God's Century by Monica Duffy Toft

God's Century by Monica Duffy Toft

Author:Monica Duffy Toft
Language: eng
Format: epub
Publisher: W. W. Norton & Company
Published: 2011-02-01T16:00:00+00:00


Chapter Six

Religious Civil Wars: Nasty, Brutish, and Long

ACTS OF RELIGIOUS TERRORISM USUALLY AIM AT SINGLE, focused targets—a mosque in Iraq, a café in Jerusalem, a resort in Bali, skyscrapers in New York—and kill smaller numbers of people than full-scale wars. Civil wars, by contrast, involve large populations in prolonged bloodshed that typically takes tens of thousands, and sometimes millions, of lives, destroys social fabrics, and spills beyond a country’s borders to infect a broader region. The two sorts of violence cannot be completely separated. Sometimes terrorism occurs within or even leads to civil war—as in Afghanistan.

Whereas religiously based acts of terror did not play a large role in the Afghan conflict at first, they became an integral part of that civil war over time. Religious terrorism did not simply arise naturally from Afghan soil; rather it was taken up by religious people who very much believed that it would help them to advance their political objectives. Religious terrorism then became part and parcel of the civil war, contributing to a death toll of 1.5-to-2 million civilians—one of the deadliest any society has ever sustained in a civil war—as well as to the country’s general instability.

Exactly when did terrorism become a problem for Afghanistan? Groups including “Muslim guerrillas” perpetrated one attack in 1973 on Afghan soil and three more in 1979, as the civil war began in earnest.1 After that, Afghanistan experienced a lull in terrorist violence. But significant attacks began again in March 1988 and have continued with fervor ever since. What is more, terrorism in Afghanistan has had a distinctly religious tinge. For instance, of 143 attacks carried out in 2003 and 2004, 77 of these had a known perpetrator, and in each of these cases the responsible group embraced religion as a central motivation.2

The occurrence of 83 attacks in 2003 and only 60 incidents in 2004 suggested that terrorism was on the wane. However, “the Taliban-led insurgency remained strong and resilient in the South and East”3 in 2007 and has continued to pose a grave threat to Afghanistan since that time.4

In an address to the United Nations General Assembly on September 25, 2007, Afghan President Hamid Karzai argued for the necessity of tackling Afghan terrorism with an eye to global considerations:

May I emphasize, ladies and gentlemen, that we were the prime victim of terrorism and terrorism was never, nor is it today, a homegrown phenomenon in Afghanistan. Therefore, this threat can only be overcome if addressed appropriately across its regional international dimensions. . . .5

Karzai is correct. Afghanistan exemplifies a pattern in which a local civil war becomes intertwined with regional and global dynamics.6 As religion exercised a growing power in international affairs, Afghanistan was not immune. As its civil war raged, regional and global ideas entered its borders and contributed to the war’s continuation.

Religion was not an important element in the Afghan civil war initially, but as in so many other cases, it eventually grew to be a significant factor. The beginning of the Afghanistan civil war is traced to a 1978 socialist uprising.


With no word left out, write out the entire listing.

--

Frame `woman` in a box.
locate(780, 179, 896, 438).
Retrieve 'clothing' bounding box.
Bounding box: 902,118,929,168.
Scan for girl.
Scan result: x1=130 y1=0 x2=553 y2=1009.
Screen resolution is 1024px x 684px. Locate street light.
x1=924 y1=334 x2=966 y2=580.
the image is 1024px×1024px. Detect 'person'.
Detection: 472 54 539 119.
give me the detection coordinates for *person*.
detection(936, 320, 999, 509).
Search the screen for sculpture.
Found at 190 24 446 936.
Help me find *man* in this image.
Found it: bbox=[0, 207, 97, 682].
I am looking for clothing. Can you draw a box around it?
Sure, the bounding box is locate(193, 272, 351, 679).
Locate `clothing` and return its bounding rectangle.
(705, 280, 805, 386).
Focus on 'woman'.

--

→ **FINAL ANSWER**
Frame `woman` in a box.
locate(780, 179, 896, 438).
Retrieve 'clothing' bounding box.
Bounding box: 902,118,929,168.
Scan for girl.
Scan result: x1=130 y1=0 x2=553 y2=1009.
Screen resolution is 1024px x 684px. Locate street light.
x1=924 y1=334 x2=966 y2=580.
the image is 1024px×1024px. Detect 'person'.
Detection: 472 54 539 119.
give me the detection coordinates for *person*.
detection(936, 320, 999, 509).
Search the screen for sculpture.
Found at 190 24 446 936.
Help me find *man* in this image.
Found it: bbox=[0, 207, 97, 682].
I am looking for clothing. Can you draw a box around it?
Sure, the bounding box is locate(193, 272, 351, 679).
Locate `clothing` and return its bounding rectangle.
(705, 280, 805, 386).
Focus on 'woman'.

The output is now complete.